THEY were brought together because of a motorbike accident, but 75 years of marriage has been a pretty smooth ride for a Caister couple.

Celebrating their big day on Friday, and surrounded by flowers and cards, friends and family, great grandparents Fred and Elsie Jones fondly reminisced about their first meeting.

Fred, 95, had spotted his future wife with a friend dancing on a bandstand near the seafront at Portsmouth, near to where they both lived, and he encountered her again at a social dance in a village hall.

That night, aged 19, she refused to ride on his motorbike – possibly wisely, considering what was to follow some time later.

Fred explained: “I had an accident on my bike when I got nudged by a tram, and hurt my leg badly. I had to use crutches and walk miles to and from the hospital, and it was a coincidence, but I had to pass near where she lived – so I bumped into her there.

“She must have taken a liking to me because she was on the corner and gave me a wave, and it carried on from there.”

For her part, corset factory worker Elsie liked what she saw, comparing his looks to crooner Bing Crosby, and deciding that this time she would let him ferry her around on his motorbike, despite her father’s disapproval.

“A lot of the girls were after him but I managed to put my oar in,” said the 94-year-old, “and my father threatened to give me a good beating if he saw me on the bike.

“So I used to go round the corner to meet him.”

It was a whirlwind romance for the couple and, within the year they had tied the knot – not that it stopped Fred from being called back to his job as a butcher in the afternoon of the big day.

Eventually settling in a council house in the town, the couple had the first of three children before enduring the torments of being separated during the second world war raids.

Whilst his new family was hidden underground in a shelter, as bombs fell, Fred served as an ARP warden.

“I didn’t like leaving the family at all,” he said, “and when they below ground I was up above, and sometimes it looked like the whole of Portsmouth was alight, especially when they dropped incendiaries.

“We were by the sea, and you could see the bombs dropping into the water with a splash.”

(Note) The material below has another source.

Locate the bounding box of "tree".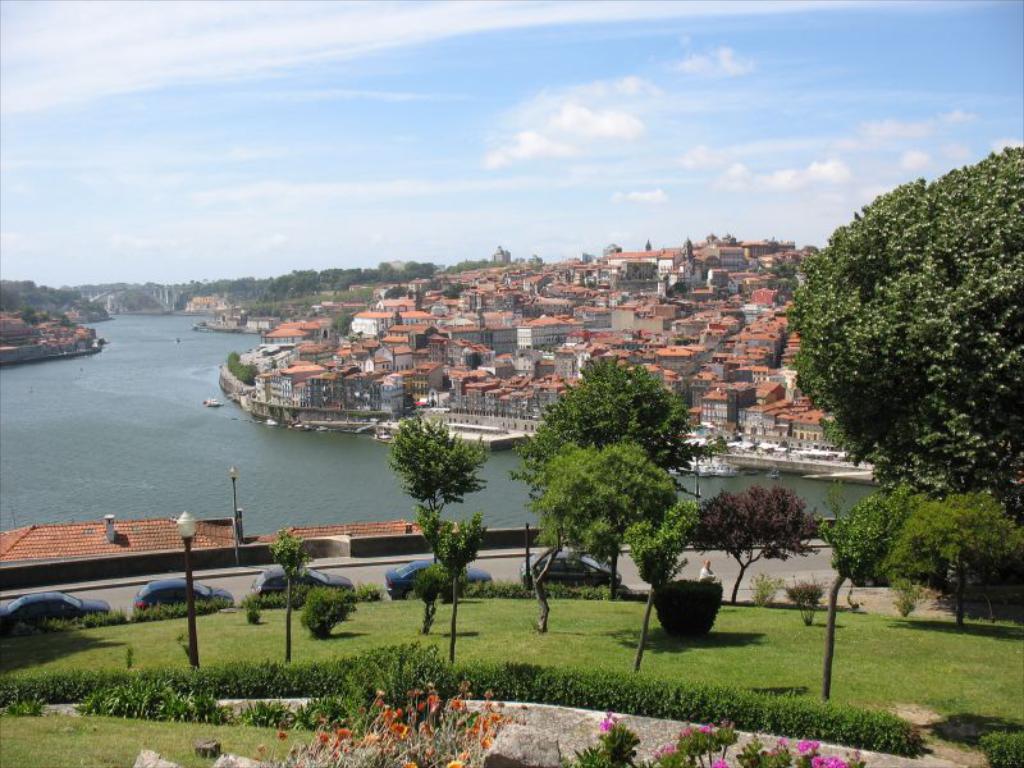
Bounding box: locate(820, 486, 918, 696).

It was in 1965 that they came to Great Yarmouth, with Fred running Bells the butchers on Northgate Street with his brother Leonard, and the family living over the business.

They even had a celebrity regular in the form of the late Danny La Rue when he was appearing in shows at the resort.

Two years later they moved to Caister.

Fred retired at the age of 64.

Over the decades, they have enjoyed many holidays in Benidorm: “Back in the days when the beaches were empty and it was a village”.

They also enjoyed fishing at midnight together as the tide went out at North Denes beach in Yarmouth.

Of their time together, Elsie said: “We’ll have a little barney every so often, but it’s been plain sailing.

“It’s about give and take in love, and in housekeeping, and we’ve always done everything together.”